New evidence testing will be done in "Making a Murderer" case, attorney says
MANITOWOC, Wis. -- The lawyer for a Wisconsin man convicted in a case profiled in the “Making a Murderer” Netflix series says an agreement to start independent scientific testing on several critical pieces of evidence has been signed.
USA Today Network-Wisconsin reports the agreement was filed Wednesday with Angela Sutkiewicz, the special judge appointed to oversee Steven Avery’s appeal. It comes nearly three months after Avery’s lawyer, Kathleen Zellner, pledged she had a plan to overturn his 2007 conviction.
Avery was sentenced to life in prison after being convicted of first-degree intentional homicide in the 2005 death of photographer Teresa Halbach in Manitowoc County.
Evidence to be tested includes a vial of blood said to be a sample of Avery’s blood.
Zellner says it’s encouraging the attorney general’s office was “helpful in expediting these tests.”
Earlier this month, a judge granted the release of Avery’s nephew, Brendan Dassey, who was convicted in 2007 of helping Avery allegedly rape, kill and mutilate Halbach. But Dassey remains in prison after a federal appeals court blocked Dassey’s release.
Dassey confessed to police, but has since recanted. Avery has long maintained his innocence. There was renewed interest in the case after the 2015 Netflix documentary series “Making a Murderer,” which questioned, among other things, the testing done of evidence linking Avery to Halbach’s murder.
Avery was previously convicted of rape and served 18 years in prison before eventually being exonerated when DNA testing proved his innocence.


Prompt - Pictures stay out of the copy. Transcribe exactly the lines from the line with "Draw a box around tire." through the final line of the records.

[[ Data for the task, beginning ]]

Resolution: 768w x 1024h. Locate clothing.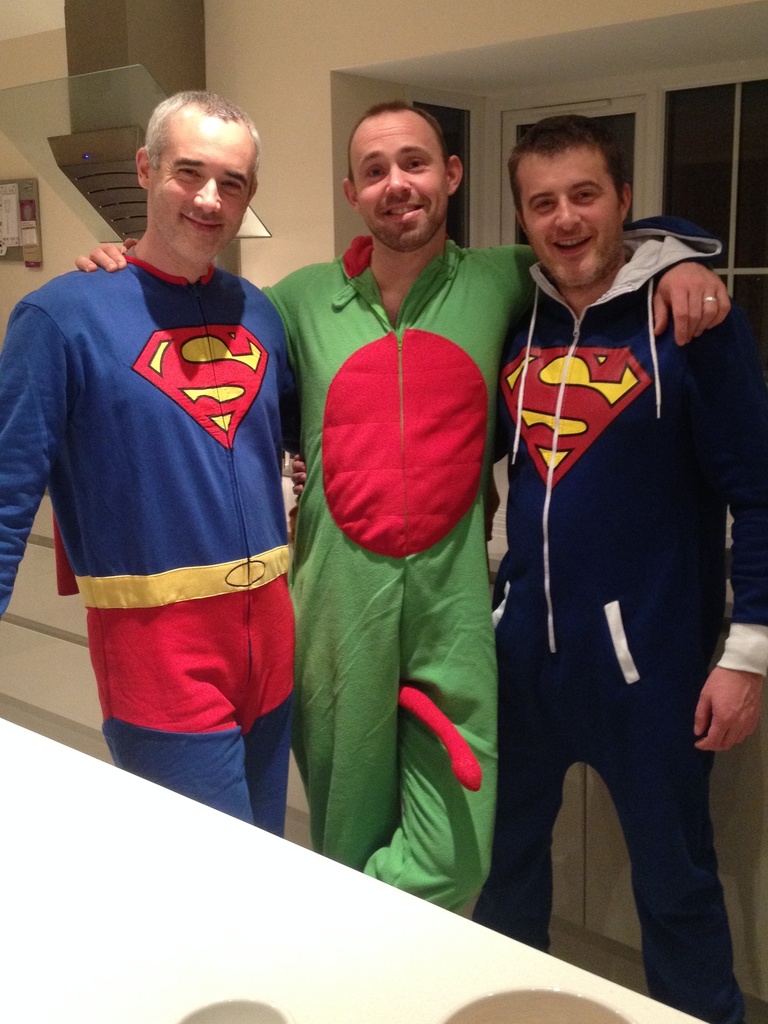
0/245/304/840.
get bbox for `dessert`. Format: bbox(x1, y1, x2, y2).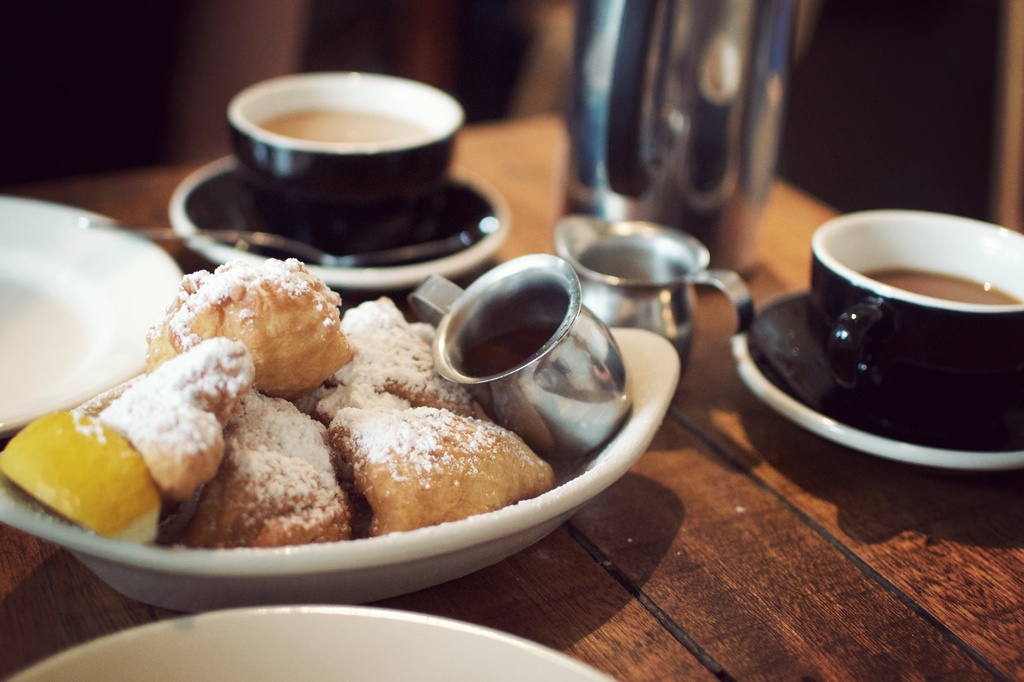
bbox(147, 271, 348, 400).
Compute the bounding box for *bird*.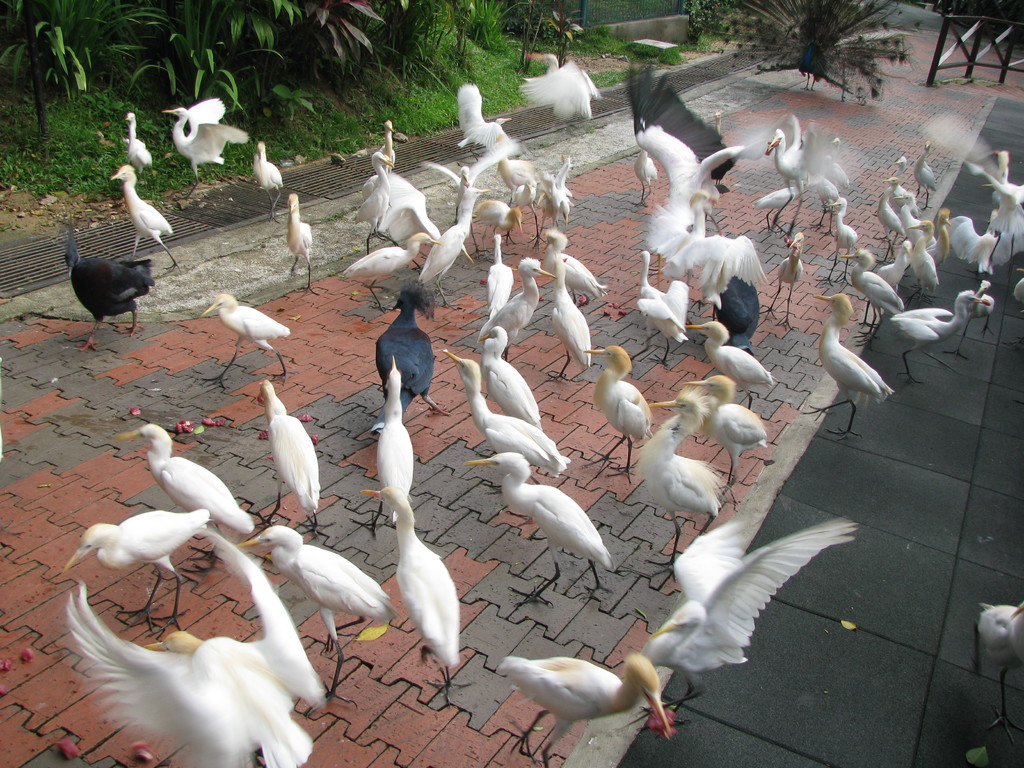
l=403, t=180, r=482, b=313.
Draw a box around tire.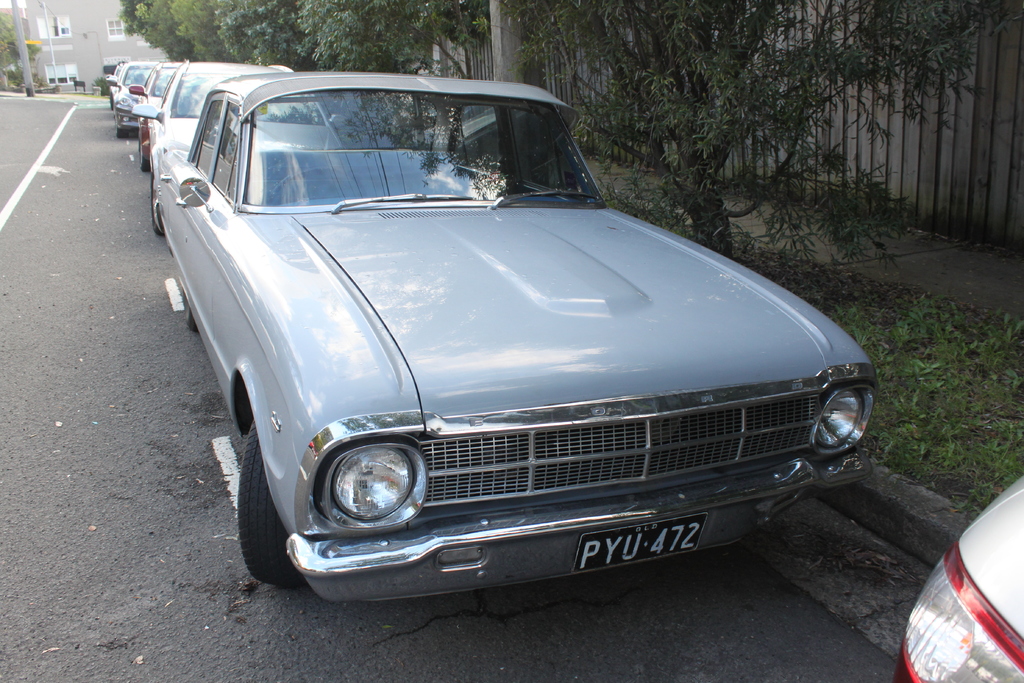
(111, 88, 112, 109).
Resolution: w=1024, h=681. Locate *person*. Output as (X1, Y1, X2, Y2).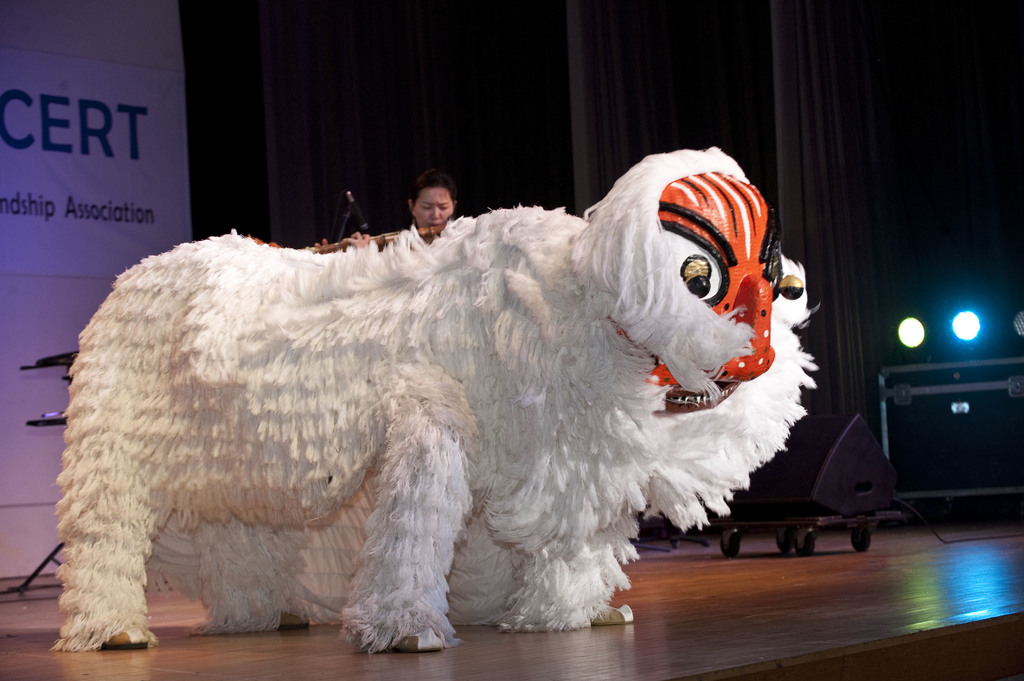
(312, 173, 462, 248).
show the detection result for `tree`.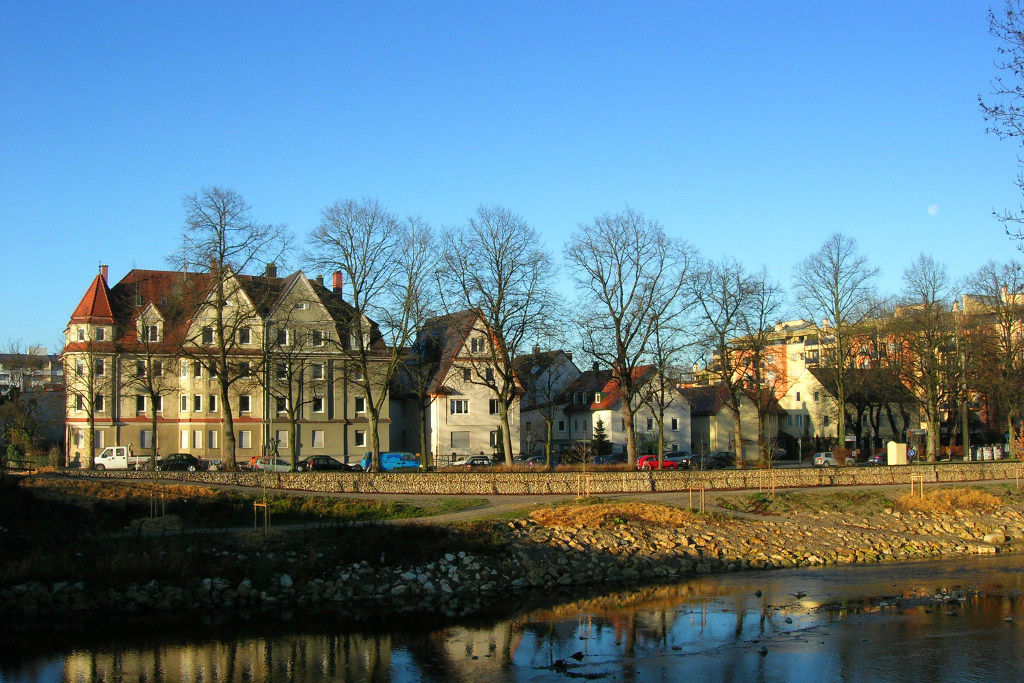
rect(104, 300, 187, 475).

[[ Data for the task, end ]]

Result of the exercise -
Draw a box around tire.
(111, 88, 112, 109).
Resolution: w=1024, h=681. Locate *person*. Output as (X1, Y1, X2, Y2).
(312, 173, 462, 248).
show the detection result for `tree`.
rect(104, 300, 187, 475).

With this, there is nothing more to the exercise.